Konwitschny introduces a character, too: the daughter whose fiancé won’t marry her while her brother has an affair with a courtesan. This daughter, however, has plaits and shares the family’s visual impairment, and seems to be about 14. Germont knocks and throws her around and it is Violetta who protects and comforts her. A shade heavy-handed, even for Regietheater — though Konwitschny insists he is not ‘one of those’. If you go on to Amazon you can see what fiercely opposed reactions this production has already provoked, and I think I share almost all of them. I don’t mind that the action is updated — as Konwitschny says, we are still muddle-headed about ‘the whole sex thing’, and attitudes to prostitution aren’t much different now from what they were in Verdi’s time. On the other hand, Germont has to be made a wholly preposterous figure in order to figure at all.

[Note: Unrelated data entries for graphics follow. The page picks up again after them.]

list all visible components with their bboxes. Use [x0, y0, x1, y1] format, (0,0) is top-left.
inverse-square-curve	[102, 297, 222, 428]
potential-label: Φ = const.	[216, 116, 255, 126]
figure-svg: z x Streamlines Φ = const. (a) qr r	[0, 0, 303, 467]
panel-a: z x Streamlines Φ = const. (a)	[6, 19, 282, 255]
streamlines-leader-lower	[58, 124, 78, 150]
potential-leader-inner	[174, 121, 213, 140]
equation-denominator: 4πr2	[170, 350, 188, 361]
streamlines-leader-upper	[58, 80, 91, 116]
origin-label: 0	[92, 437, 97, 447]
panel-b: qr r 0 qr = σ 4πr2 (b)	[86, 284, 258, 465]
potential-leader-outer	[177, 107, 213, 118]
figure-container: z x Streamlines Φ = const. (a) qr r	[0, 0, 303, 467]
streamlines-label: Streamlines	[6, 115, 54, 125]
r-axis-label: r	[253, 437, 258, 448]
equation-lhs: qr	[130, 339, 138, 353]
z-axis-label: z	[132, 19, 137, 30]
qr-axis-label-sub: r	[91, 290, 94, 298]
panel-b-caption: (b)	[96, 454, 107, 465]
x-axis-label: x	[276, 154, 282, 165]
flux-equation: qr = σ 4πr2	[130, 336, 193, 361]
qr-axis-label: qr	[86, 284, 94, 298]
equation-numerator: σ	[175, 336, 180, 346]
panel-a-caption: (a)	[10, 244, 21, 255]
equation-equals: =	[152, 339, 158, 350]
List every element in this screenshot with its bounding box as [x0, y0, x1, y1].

And of course, as with updatings of La Bohème, there is the question of why Violetta doesn’t get herself some antibiotics.

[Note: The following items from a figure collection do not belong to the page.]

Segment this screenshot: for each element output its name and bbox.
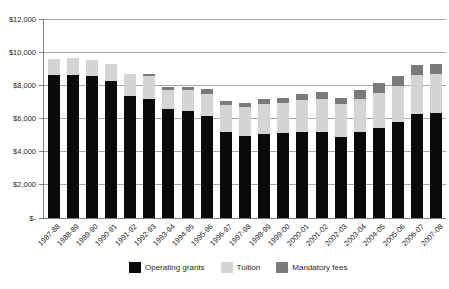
- segment-operating-grants: [48, 75, 60, 218]
- segment-operating-grants: [220, 132, 232, 218]
- segment-operating-grants: [354, 132, 366, 218]
- y-axis-tick: [39, 218, 43, 219]
- segment-operating-grants: [143, 99, 155, 218]
- segment-operating-grants: [258, 134, 270, 218]
- legend-swatch-tuition: [221, 262, 233, 273]
- segment-operating-grants: [124, 96, 136, 218]
- legend-swatch-operating-grants: [129, 262, 141, 273]
- segment-tuition: [143, 76, 155, 98]
- legend: Operating grants Tuition Mandatory fees: [129, 262, 347, 273]
- segment-tuition: [162, 90, 174, 109]
- segment-operating-grants: [373, 128, 385, 218]
- bar-1994-95: [182, 87, 194, 218]
- segment-tuition: [105, 64, 117, 81]
- bar-1996-97: [220, 101, 232, 218]
- segment-tuition: [316, 99, 328, 132]
- segment-mandatory-fees: [411, 65, 423, 75]
- bar-1987-88: [48, 59, 60, 218]
- bar-1988-89: [67, 58, 79, 218]
- segment-mandatory-fees: [335, 98, 347, 105]
- segment-tuition: [277, 103, 289, 133]
- segment-operating-grants: [239, 136, 251, 218]
- y-axis-label: $8,000: [0, 81, 36, 90]
- segment-operating-grants: [201, 116, 213, 218]
- bar-1998-99: [258, 99, 270, 218]
- segment-tuition: [354, 99, 366, 132]
- segment-tuition: [296, 100, 308, 132]
- y-axis-tick: [39, 52, 43, 53]
- segment-operating-grants: [67, 75, 79, 218]
- legend-item-tuition: Tuition: [221, 262, 261, 273]
- segment-tuition: [124, 74, 136, 96]
- segment-tuition: [86, 60, 98, 77]
- bar-2003-04: [354, 90, 366, 218]
- bar-1997-98: [239, 103, 251, 218]
- y-axis-label: $2,000: [0, 180, 36, 189]
- y-axis-label: $10,000: [0, 48, 36, 57]
- segment-mandatory-fees: [354, 90, 366, 98]
- y-axis-tick: [39, 85, 43, 86]
- y-axis-label: $12,000: [0, 15, 36, 24]
- segment-tuition: [392, 86, 404, 122]
- legend-swatch-mandatory-fees: [276, 262, 288, 273]
- segment-operating-grants: [105, 81, 117, 218]
- segment-operating-grants: [296, 132, 308, 218]
- segment-tuition: [201, 94, 213, 116]
- bar-1992-93: [143, 74, 155, 218]
- y-axis-label: $6,000: [0, 114, 36, 123]
- bar-2004-05: [373, 83, 385, 218]
- segment-mandatory-fees: [392, 76, 404, 86]
- y-axis-label: $-: [0, 214, 36, 223]
- y-axis-tick: [39, 19, 43, 20]
- bar-2006-07: [411, 65, 423, 218]
- segment-operating-grants: [392, 122, 404, 218]
- segment-mandatory-fees: [430, 64, 442, 74]
- bar-2005-06: [392, 76, 404, 218]
- plot-area: [43, 19, 446, 219]
- legend-label-mandatory-fees: Mandatory fees: [292, 262, 347, 273]
- bar-2001-02: [316, 92, 328, 218]
- gridline: [44, 19, 446, 20]
- segment-operating-grants: [335, 137, 347, 218]
- bar-1991-92: [124, 74, 136, 218]
- bar-2002-03: [335, 98, 347, 218]
- segment-operating-grants: [430, 113, 442, 218]
- segment-tuition: [239, 107, 251, 136]
- bar-2000-01: [296, 94, 308, 218]
- segment-mandatory-fees: [316, 92, 328, 99]
- legend-item-mandatory-fees: Mandatory fees: [276, 262, 347, 273]
- y-axis-tick: [39, 184, 43, 185]
- chart-figure: $-$2,000$4,000$6,000$8,000$10,000$12,000…: [0, 0, 449, 289]
- segment-operating-grants: [182, 111, 194, 218]
- segment-operating-grants: [277, 133, 289, 218]
- legend-label-operating-grants: Operating grants: [145, 262, 205, 273]
- bar-1990-91: [105, 64, 117, 218]
- segment-tuition: [430, 74, 442, 113]
- y-axis-tick: [39, 118, 43, 119]
- bar-1995-96: [201, 89, 213, 218]
- segment-tuition: [220, 105, 232, 132]
- segment-tuition: [258, 104, 270, 134]
- segment-tuition: [182, 90, 194, 112]
- gridline: [44, 52, 446, 53]
- bar-1989-90: [86, 60, 98, 218]
- legend-label-tuition: Tuition: [237, 262, 261, 273]
- y-axis-tick: [39, 151, 43, 152]
- segment-tuition: [335, 104, 347, 136]
- segment-tuition: [67, 58, 79, 75]
- bar-1993-94: [162, 87, 174, 218]
- bar-2007-08: [430, 64, 442, 218]
- segment-mandatory-fees: [373, 83, 385, 93]
- segment-tuition: [411, 75, 423, 113]
- segment-operating-grants: [162, 109, 174, 218]
- segment-operating-grants: [316, 132, 328, 218]
- y-axis-label: $4,000: [0, 147, 36, 156]
- segment-tuition: [48, 59, 60, 76]
- legend-item-operating-grants: Operating grants: [129, 262, 205, 273]
- segment-operating-grants: [86, 76, 98, 218]
- segment-operating-grants: [411, 114, 423, 218]
- segment-tuition: [373, 93, 385, 129]
- bar-1999-00: [277, 98, 289, 218]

Konwitschny really wants to strip away interest from everyone else so that we can just contemplate Violetta meeting her fate, as it might be Milly Theale in The Wings of the Dove. And he has the singer for the part — Marlis Petersen, glorious and intense in every respect, though she sometimes looks as if she might metamorphose into Lulu, a role in which Petersen does excel; and when, during the crucial scene with Germont, she gets a revolver out of her handbag and points it first at herself and then at Germont, one wonders whether Konwitschny’s mind hasn’t strayed; it is an absurd touch.
What may offend people most with the Graz production is the cutting of the opera, though I welcome almost all of it, especially the elimination of aria repeats, and of some of the cabalettas; and unreservedly that of the matadors and gypsies in the third scene; on the other hand, the cutting of Violetta’s letter-writing, and the extremely moving clarinet solo that accompanies it, is a crime. Overall, the musical interpretation is spruce and pointed to a degree, under Tecwyn Evans, and I shall certainly listen, probably watch, again.
The Royal Opera had Maurizio Benini back to conduct, and though the orchestra was as excellent as usual, this was all routine stuff, for an audience out for an evening’s light entertainment, to be applauded as often as possible. Ermonela Jaho has gone from strength to strength as Violetta, but there isn’t much individuality in her conception, though a great deal more identification with the role than was manifest from either Stephen Costello as Alfredo, admirable as his singing is; or from Paolo Gavanelli as Germont, to whom I feel the Royal Opera has been loyal for long enough. He bawls, but without menace or authority, and scarcely acts at all. I’m sure that Traviata needs to be in the repertoire, to help balance the books, but it is high time for a new production to be envisaged, preferably with Marlis Petersen as its first star.